"Take it from whence it comes," said the insulted one, very loudly, and bitterly glaring at his opponent. But the two artists were conversing serenely. I felt the undignified quality of our conversation. "Have you seen Punch?" said I, thrusting it into his hand.
He looked at the paper for a moment in a puzzled way; then understood, thanked me, and began to read with a thunderous scowl, every now and then shooting murderous glances at his antagonist in the opposite corner, or coughing in an aggressive manner.
"You do your best," the gentleman with the long hair was saying; "and they say, 'What is it for?' 'It is for itself,' you say. Like the stars."
"But these people," said the stout gentleman, "think the stars were made to set their clocks by. They lack the magnanimity to drop the personal reference. A friend, a confrère, saw a party of these horrible Extension people at Rome before that exquisite Venus of Titian. 'And now, Mr Something-or-other,' said one of the young ladies, addressing the pedagogue in command, 'what is this to teach us?'"
"I have had the same experience," said the young gentleman with the hair. "A man sent to me only a week ago to ask what my sonnet 'The Scarlet Thread' meant?"
The stout person shook his head as though such things passed all belief.
"Gur-r-r-r," said the gentleman with Punch, and scraped with his foot on the floor of the carriage.
"I gave him answer," said the poet, "'Twas a sonnet; not a symbol."
"Precisely," said the stout gentleman.
"'Tis the fate of all art to be misunderstood. I am always grossly misunderstood—by every one. They call me fantastic, whereas I am but inevitably new; indecent, because I am unfettered by mere trivial personal restrictions; unwholesome."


WHAT THE TASK ASKS:
Nothing but the lines from the one containing "List each element" through the end of the data below should appear in the answer, each exact and free of pictures.

ENTRIES SHOWN:

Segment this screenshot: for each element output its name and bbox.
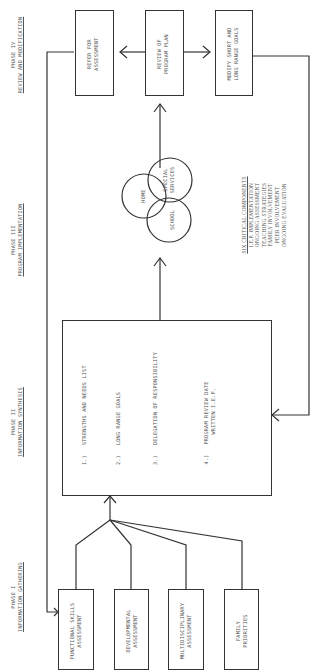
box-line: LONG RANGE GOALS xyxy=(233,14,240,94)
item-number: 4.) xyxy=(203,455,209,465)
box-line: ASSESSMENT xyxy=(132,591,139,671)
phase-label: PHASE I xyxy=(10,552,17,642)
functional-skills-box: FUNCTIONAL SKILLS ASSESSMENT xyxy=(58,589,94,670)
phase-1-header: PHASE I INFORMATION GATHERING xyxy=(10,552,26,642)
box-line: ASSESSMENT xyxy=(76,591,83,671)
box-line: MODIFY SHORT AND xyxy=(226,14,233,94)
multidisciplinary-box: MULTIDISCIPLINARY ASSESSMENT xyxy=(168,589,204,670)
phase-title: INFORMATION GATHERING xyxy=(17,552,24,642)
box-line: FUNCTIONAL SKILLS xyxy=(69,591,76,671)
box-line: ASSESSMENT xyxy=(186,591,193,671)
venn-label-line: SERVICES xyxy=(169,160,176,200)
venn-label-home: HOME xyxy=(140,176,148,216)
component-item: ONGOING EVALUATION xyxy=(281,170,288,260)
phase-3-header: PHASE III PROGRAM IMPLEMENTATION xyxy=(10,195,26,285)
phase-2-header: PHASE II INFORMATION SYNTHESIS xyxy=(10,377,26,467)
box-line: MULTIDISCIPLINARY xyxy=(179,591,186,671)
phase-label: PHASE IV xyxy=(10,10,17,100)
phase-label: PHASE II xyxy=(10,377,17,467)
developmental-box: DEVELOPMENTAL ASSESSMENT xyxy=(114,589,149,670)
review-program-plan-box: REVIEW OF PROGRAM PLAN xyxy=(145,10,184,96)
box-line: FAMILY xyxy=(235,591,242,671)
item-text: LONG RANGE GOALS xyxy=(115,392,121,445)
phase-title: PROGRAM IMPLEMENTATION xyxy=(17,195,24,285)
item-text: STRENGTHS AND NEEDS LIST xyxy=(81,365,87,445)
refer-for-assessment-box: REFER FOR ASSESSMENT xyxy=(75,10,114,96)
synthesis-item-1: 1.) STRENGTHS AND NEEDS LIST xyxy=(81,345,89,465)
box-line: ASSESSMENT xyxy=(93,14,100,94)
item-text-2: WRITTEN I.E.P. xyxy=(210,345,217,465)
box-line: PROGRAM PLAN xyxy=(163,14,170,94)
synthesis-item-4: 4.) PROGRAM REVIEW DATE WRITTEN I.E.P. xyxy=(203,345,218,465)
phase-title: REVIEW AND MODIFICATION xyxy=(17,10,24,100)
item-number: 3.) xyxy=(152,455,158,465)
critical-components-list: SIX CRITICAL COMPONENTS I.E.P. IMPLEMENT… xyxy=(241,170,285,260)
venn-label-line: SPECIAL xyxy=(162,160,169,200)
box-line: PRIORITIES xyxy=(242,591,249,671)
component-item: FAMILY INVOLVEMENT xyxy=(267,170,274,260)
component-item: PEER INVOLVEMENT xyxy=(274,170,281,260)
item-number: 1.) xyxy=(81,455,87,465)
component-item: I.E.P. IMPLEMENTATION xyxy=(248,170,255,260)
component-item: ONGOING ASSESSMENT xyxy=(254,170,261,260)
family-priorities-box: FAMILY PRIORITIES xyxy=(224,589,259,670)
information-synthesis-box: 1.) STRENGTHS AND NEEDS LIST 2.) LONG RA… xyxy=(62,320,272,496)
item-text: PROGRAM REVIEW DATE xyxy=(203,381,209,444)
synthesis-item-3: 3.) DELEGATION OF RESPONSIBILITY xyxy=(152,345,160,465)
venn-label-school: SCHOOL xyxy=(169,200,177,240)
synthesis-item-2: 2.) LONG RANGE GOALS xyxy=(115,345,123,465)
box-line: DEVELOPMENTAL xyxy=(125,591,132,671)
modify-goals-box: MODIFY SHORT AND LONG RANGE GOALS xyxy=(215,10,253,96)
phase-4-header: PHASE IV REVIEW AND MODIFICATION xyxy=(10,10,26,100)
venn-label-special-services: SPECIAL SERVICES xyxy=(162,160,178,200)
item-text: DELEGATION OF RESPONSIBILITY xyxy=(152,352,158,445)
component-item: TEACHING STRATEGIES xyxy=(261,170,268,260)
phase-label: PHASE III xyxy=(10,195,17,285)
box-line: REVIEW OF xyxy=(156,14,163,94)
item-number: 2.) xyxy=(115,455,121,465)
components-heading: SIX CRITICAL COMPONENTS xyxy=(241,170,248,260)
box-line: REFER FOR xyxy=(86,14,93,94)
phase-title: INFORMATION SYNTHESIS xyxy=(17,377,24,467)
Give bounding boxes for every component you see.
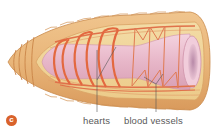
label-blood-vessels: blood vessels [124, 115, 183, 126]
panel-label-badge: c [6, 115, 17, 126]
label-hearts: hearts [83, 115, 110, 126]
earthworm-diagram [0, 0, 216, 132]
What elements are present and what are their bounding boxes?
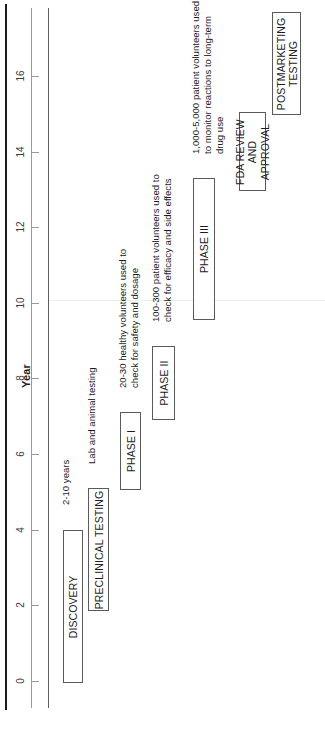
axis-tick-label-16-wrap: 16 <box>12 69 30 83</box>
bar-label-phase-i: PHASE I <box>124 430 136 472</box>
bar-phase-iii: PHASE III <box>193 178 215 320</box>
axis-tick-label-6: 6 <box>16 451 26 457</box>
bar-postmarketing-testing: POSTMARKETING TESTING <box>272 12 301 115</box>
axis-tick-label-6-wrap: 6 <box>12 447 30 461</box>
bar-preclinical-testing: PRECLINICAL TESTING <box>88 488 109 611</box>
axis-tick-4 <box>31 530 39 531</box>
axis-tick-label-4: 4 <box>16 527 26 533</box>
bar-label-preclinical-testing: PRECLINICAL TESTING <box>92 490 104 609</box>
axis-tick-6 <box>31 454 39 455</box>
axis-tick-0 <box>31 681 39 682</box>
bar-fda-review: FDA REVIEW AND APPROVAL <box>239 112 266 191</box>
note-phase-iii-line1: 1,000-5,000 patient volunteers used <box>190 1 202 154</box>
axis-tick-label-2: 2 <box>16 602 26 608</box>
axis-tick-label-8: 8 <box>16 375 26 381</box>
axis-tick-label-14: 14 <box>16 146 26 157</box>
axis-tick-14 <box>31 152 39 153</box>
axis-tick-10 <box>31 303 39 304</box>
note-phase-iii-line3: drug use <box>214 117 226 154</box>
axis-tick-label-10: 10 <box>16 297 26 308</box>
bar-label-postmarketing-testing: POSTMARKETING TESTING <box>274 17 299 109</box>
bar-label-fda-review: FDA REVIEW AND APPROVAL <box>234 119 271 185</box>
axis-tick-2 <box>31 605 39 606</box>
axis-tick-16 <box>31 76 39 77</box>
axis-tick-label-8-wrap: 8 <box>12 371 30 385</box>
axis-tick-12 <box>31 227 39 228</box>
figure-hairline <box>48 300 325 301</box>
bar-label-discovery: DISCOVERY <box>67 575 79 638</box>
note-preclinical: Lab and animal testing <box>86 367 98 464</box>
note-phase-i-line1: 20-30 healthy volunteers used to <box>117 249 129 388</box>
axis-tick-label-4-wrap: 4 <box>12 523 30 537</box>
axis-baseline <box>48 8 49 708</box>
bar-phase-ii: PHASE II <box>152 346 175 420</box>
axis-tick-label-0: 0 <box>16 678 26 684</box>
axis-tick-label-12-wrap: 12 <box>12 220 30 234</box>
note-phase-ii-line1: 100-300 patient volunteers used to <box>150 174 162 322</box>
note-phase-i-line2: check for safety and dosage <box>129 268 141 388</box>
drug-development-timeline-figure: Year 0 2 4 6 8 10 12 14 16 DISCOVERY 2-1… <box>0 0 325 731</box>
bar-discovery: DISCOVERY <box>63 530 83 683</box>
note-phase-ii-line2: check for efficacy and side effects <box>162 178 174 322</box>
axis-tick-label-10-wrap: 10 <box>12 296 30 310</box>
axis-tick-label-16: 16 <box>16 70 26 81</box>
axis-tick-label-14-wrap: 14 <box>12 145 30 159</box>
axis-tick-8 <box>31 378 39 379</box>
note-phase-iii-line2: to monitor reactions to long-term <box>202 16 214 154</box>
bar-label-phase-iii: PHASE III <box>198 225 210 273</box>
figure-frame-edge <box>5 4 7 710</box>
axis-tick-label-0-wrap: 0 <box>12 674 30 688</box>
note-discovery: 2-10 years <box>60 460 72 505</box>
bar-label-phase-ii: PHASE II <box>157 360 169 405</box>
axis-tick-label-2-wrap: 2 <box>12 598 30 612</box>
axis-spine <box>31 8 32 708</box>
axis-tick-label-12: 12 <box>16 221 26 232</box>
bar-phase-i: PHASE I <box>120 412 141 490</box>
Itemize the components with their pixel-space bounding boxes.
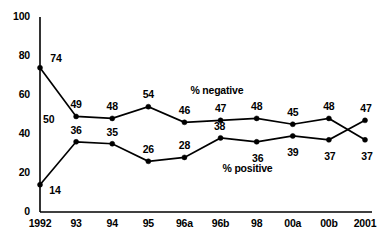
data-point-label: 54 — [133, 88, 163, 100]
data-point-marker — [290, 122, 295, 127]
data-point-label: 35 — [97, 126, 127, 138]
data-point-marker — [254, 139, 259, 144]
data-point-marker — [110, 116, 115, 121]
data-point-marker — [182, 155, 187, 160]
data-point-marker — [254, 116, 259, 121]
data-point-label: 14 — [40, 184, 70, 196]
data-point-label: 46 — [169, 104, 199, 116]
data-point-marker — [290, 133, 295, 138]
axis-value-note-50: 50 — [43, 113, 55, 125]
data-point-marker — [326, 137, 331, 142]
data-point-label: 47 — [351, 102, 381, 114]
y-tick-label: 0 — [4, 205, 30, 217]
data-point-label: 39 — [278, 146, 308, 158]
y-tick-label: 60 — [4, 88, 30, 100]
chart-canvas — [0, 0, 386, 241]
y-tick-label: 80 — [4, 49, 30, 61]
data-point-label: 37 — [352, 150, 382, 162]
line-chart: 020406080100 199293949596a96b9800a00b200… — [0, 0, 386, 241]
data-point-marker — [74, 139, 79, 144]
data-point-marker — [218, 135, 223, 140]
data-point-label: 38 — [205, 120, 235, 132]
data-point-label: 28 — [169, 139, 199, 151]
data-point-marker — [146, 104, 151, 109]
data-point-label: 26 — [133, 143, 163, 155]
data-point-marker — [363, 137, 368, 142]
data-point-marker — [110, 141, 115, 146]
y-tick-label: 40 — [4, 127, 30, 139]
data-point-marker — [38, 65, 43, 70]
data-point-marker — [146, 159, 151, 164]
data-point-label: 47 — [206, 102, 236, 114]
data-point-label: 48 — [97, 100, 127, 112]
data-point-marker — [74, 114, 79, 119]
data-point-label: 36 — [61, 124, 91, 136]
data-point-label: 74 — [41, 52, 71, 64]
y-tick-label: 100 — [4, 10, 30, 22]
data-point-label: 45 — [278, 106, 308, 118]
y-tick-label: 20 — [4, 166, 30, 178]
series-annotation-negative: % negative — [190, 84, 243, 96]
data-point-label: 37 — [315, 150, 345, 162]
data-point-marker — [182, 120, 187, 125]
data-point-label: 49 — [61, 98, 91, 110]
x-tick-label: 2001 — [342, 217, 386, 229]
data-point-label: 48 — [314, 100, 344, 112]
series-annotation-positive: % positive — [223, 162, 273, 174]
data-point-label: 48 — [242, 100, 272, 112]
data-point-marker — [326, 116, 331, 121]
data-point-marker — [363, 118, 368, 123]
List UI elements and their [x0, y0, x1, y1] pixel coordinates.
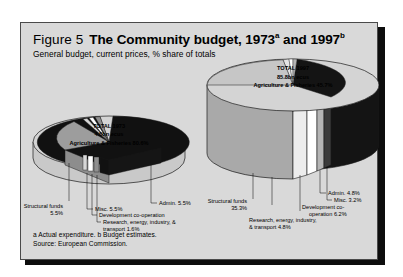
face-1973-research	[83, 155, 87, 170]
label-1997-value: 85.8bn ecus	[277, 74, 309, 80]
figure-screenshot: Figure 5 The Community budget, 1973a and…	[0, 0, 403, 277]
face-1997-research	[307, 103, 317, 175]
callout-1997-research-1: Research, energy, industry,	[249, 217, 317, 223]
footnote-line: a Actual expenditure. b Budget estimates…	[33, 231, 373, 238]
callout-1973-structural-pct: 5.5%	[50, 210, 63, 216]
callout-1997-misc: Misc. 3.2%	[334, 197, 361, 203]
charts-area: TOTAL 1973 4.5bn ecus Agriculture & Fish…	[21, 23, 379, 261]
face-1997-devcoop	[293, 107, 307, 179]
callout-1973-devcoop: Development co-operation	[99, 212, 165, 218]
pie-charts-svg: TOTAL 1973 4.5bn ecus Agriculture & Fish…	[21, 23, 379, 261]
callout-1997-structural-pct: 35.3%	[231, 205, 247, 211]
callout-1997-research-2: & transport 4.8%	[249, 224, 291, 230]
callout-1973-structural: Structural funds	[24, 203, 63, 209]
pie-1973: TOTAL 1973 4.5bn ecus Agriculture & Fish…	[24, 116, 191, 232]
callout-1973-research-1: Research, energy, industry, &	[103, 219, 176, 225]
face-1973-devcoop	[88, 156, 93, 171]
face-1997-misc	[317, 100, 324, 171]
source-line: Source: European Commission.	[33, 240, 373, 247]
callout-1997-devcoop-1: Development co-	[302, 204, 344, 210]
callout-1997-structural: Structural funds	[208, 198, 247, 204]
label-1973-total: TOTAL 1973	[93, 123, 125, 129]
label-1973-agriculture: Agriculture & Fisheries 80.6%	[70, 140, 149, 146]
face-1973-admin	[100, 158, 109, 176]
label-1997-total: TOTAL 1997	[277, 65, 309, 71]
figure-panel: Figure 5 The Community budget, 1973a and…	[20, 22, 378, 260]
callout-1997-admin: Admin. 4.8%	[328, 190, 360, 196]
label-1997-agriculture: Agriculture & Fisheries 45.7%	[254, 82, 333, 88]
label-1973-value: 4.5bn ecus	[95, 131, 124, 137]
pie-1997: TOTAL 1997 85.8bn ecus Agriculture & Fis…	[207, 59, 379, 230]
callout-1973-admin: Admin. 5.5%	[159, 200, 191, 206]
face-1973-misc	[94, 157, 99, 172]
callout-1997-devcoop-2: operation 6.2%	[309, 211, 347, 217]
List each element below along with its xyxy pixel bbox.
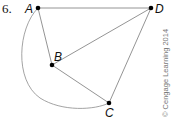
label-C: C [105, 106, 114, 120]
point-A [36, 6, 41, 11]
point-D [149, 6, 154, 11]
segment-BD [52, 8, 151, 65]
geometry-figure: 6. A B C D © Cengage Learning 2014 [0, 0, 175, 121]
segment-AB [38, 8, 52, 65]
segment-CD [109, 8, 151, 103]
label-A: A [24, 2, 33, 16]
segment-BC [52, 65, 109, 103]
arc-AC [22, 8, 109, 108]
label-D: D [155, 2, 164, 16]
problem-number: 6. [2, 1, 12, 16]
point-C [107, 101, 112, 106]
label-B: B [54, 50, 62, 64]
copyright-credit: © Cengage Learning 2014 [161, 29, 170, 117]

EXPECTED ANSWER:
List each element below along with its xyxy pixel bbox.
label-C: C [105, 106, 114, 120]
point-A [36, 6, 41, 11]
point-D [149, 6, 154, 11]
segment-BD [52, 8, 151, 65]
geometry-figure: 6. A B C D © Cengage Learning 2014 [0, 0, 175, 121]
segment-AB [38, 8, 52, 65]
segment-CD [109, 8, 151, 103]
label-A: A [24, 2, 33, 16]
segment-BC [52, 65, 109, 103]
arc-AC [22, 8, 109, 108]
label-D: D [155, 2, 164, 16]
problem-number: 6. [2, 1, 12, 16]
point-C [107, 101, 112, 106]
label-B: B [54, 50, 62, 64]
copyright-credit: © Cengage Learning 2014 [161, 29, 170, 117]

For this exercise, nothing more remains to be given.